Einschreibeoptionen

In August 1968, delegates to the Democratic National Convention gathered in Chicago to settle their party platform’s position on domestic issues as well as a policy on Vietnam and pick a candidate for President. Meanwhile, in the streets outside the convention hall thousands of protesters drew on the methods of the civil rights movement to bend the Democrats to their will, while a pugnacious Mayor Richard Daley encouraged police to respond aggressively to the unrest in the streets. A little over a century earlier, in the crisis unleashed by Lincoln’s election in 1860, members of the Kentucky legislature determined how to reconcile varied motivations, interests, and ideologies as the nation rushed headlong toward war and the political and military situation seemed to change almost daily.

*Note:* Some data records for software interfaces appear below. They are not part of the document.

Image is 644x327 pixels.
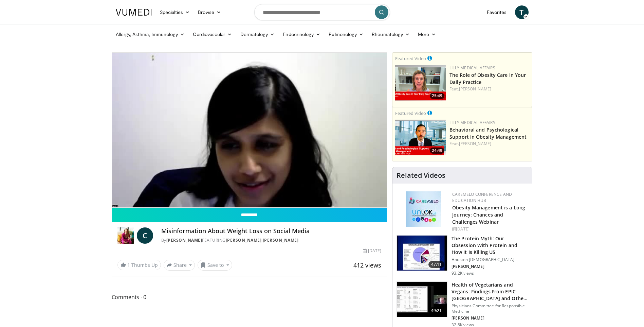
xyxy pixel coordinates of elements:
a: [PERSON_NAME] [459,141,491,147]
a: 25:49 [395,65,446,101]
a: 24:49 [395,120,446,155]
p: Physicians Committee for Responsible Medicine [452,303,528,314]
span: 412 views [353,261,381,270]
a: Allergy, Asthma, Immunology [112,27,189,41]
div: By FEATURING , [161,237,381,243]
a: 47:11 The Protein Myth: Our Obsession With Protein and How It Is Killing US Houston [DEMOGRAPHIC_... [396,235,528,276]
a: Specialties [156,5,194,19]
a: Browse [194,5,225,19]
span: 1 [127,262,130,268]
img: 45df64a9-a6de-482c-8a90-ada250f7980c.png.150x105_q85_autocrop_double_scale_upscale_version-0.2.jpg [406,191,441,227]
a: Rheumatology [368,27,414,41]
input: Search topics, interventions [254,4,390,20]
a: T [515,5,528,19]
span: Comments 0 [112,293,387,301]
a: Favorites [483,5,511,19]
a: 1 Thumbs Up [117,259,161,270]
h4: Misinformation About Weight Loss on Social Media [161,228,381,235]
a: Pulmonology [324,27,368,41]
a: Endocrinology [279,27,324,41]
a: The Role of Obesity Care in Your Daily Practice [449,71,526,85]
a: Behavioral and Psychological Support in Obesity Management [449,127,527,140]
p: Houston [DEMOGRAPHIC_DATA] [452,257,528,263]
a: CaReMeLO Conference and Education Hub [452,191,512,204]
img: ba3304f6-7838-4e41-9c0f-2e31ebde6754.png.150x105_q85_crop-smart_upscale.png [395,120,446,155]
p: [PERSON_NAME] [452,264,528,270]
h3: Health of Vegetarians and Vegans: Findings From EPIC-[GEOGRAPHIC_DATA] and Othe… [452,281,528,302]
a: Cardiovascular [189,27,236,41]
img: Dr. Carolynn Francavilla [117,228,134,244]
a: [PERSON_NAME] [166,237,203,243]
h3: The Protein Myth: Our Obsession With Protein and How It Is Killing US [452,235,528,256]
img: 606f2b51-b844-428b-aa21-8c0c72d5a896.150x105_q85_crop-smart_upscale.jpg [396,282,447,317]
a: Dermatology [237,27,279,41]
a: [PERSON_NAME] [263,237,299,243]
span: 24:49 [430,148,445,154]
a: C [137,228,153,244]
a: [PERSON_NAME] [226,237,261,243]
img: e1208b6b-349f-4914-9dd7-f97803bdbf1d.png.150x105_q85_crop-smart_upscale.png [395,65,446,101]
p: [PERSON_NAME] [452,315,528,321]
a: Lilly Medical Affairs [449,120,495,125]
a: [PERSON_NAME] [459,86,491,92]
div: Feat. [449,86,529,92]
a: Obesity Management is a Long Journey: Chances and Challenges Webinar [452,204,525,225]
div: Feat. [449,141,529,147]
a: Lilly Medical Affairs [449,65,495,71]
small: Featured Video [395,55,426,61]
img: VuMedi Logo [116,9,152,16]
span: 49:21 [428,308,445,314]
img: b7b8b05e-5021-418b-a89a-60a270e7cf82.150x105_q85_crop-smart_upscale.jpg [396,235,447,271]
button: Save to [198,259,232,270]
h4: Related Videos [396,172,445,179]
p: 93.2K views [452,270,474,276]
span: 47:11 [428,261,445,268]
button: Share [164,259,196,270]
small: Featured Video [395,110,426,117]
a: More [414,27,440,41]
video-js: Video Player [112,53,387,207]
span: 25:49 [430,92,445,99]
div: [DATE] [452,226,527,232]
div: [DATE] [363,248,381,254]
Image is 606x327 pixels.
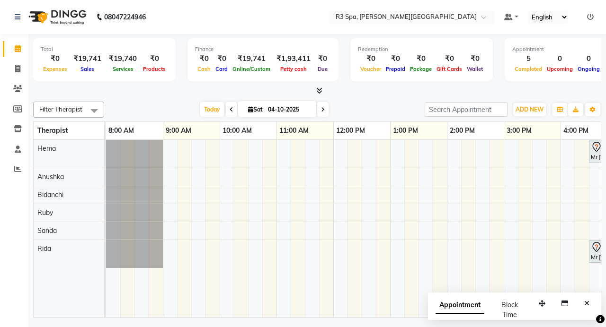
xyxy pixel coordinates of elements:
span: Block Time [501,301,518,319]
input: Search Appointment [424,102,507,117]
span: Package [407,66,434,72]
div: ₹19,741 [70,53,105,64]
div: ₹0 [464,53,485,64]
img: logo [24,4,89,30]
a: 10:00 AM [220,124,254,138]
div: Finance [195,45,331,53]
span: Card [213,66,230,72]
input: 2025-10-04 [265,103,312,117]
span: Ongoing [575,66,602,72]
div: ₹19,740 [105,53,140,64]
a: 1:00 PM [390,124,420,138]
div: Redemption [358,45,485,53]
span: Expenses [41,66,70,72]
div: ₹0 [434,53,464,64]
button: ADD NEW [513,103,545,116]
div: 0 [575,53,602,64]
div: ₹19,741 [230,53,272,64]
span: Products [140,66,168,72]
span: Due [315,66,330,72]
span: Today [200,102,224,117]
div: ₹1,93,411 [272,53,314,64]
span: Services [110,66,136,72]
span: Prepaid [383,66,407,72]
span: Sanda [37,227,57,235]
span: Sales [78,66,97,72]
a: 12:00 PM [334,124,367,138]
span: Bidanchi [37,191,63,199]
span: Online/Custom [230,66,272,72]
a: 9:00 AM [163,124,193,138]
div: ₹0 [407,53,434,64]
div: ₹0 [383,53,407,64]
div: ₹0 [140,53,168,64]
span: Therapist [37,126,68,135]
span: Completed [512,66,544,72]
div: 0 [544,53,575,64]
span: Filter Therapist [39,105,82,113]
div: 5 [512,53,544,64]
div: ₹0 [195,53,213,64]
span: Petty cash [278,66,309,72]
a: 4:00 PM [561,124,590,138]
div: ₹0 [314,53,331,64]
a: 2:00 PM [447,124,477,138]
span: Appointment [435,297,484,314]
span: Ruby [37,209,53,217]
span: Upcoming [544,66,575,72]
span: ADD NEW [515,106,543,113]
button: Close [579,297,593,311]
span: Sat [246,106,265,113]
div: Total [41,45,168,53]
b: 08047224946 [104,4,146,30]
span: Wallet [464,66,485,72]
a: 3:00 PM [504,124,534,138]
span: Gift Cards [434,66,464,72]
span: Voucher [358,66,383,72]
a: 11:00 AM [277,124,311,138]
span: Hema [37,144,56,153]
div: ₹0 [213,53,230,64]
div: ₹0 [41,53,70,64]
span: Cash [195,66,213,72]
a: 8:00 AM [106,124,136,138]
span: Anushka [37,173,64,181]
div: ₹0 [358,53,383,64]
span: Rida [37,245,51,253]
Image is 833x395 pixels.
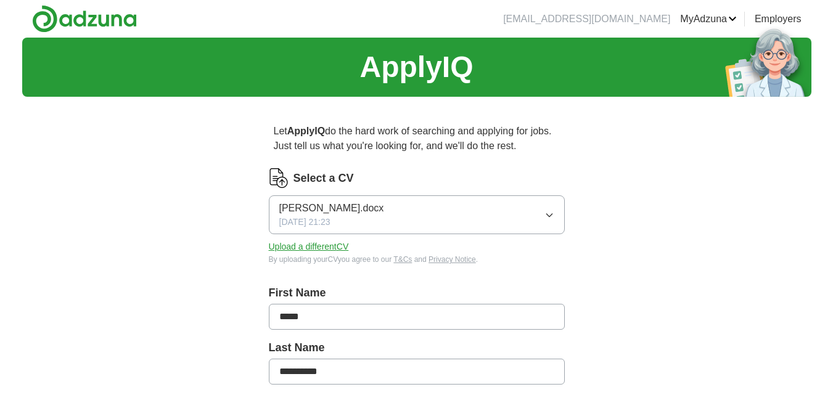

Drawing on Reacting to the Past, an active-learning pedagogy designed for higher education, students in this course will explore these two moments of deep division in U.S-American history. They will take on roles, research their historical characters, and then debate critical issues with their fellow classmates. Should Kentucky remain within the Union or should it secede and join the Confederacy? How does a nation torn apart over issues of race, gender, the War in Vietnam, and abuses of government power balance political order and democratic freedoms? Answers to such questions will shed light on not only two defining moments in U.S.-American history but also on the political struggles and challenges the nation faces today.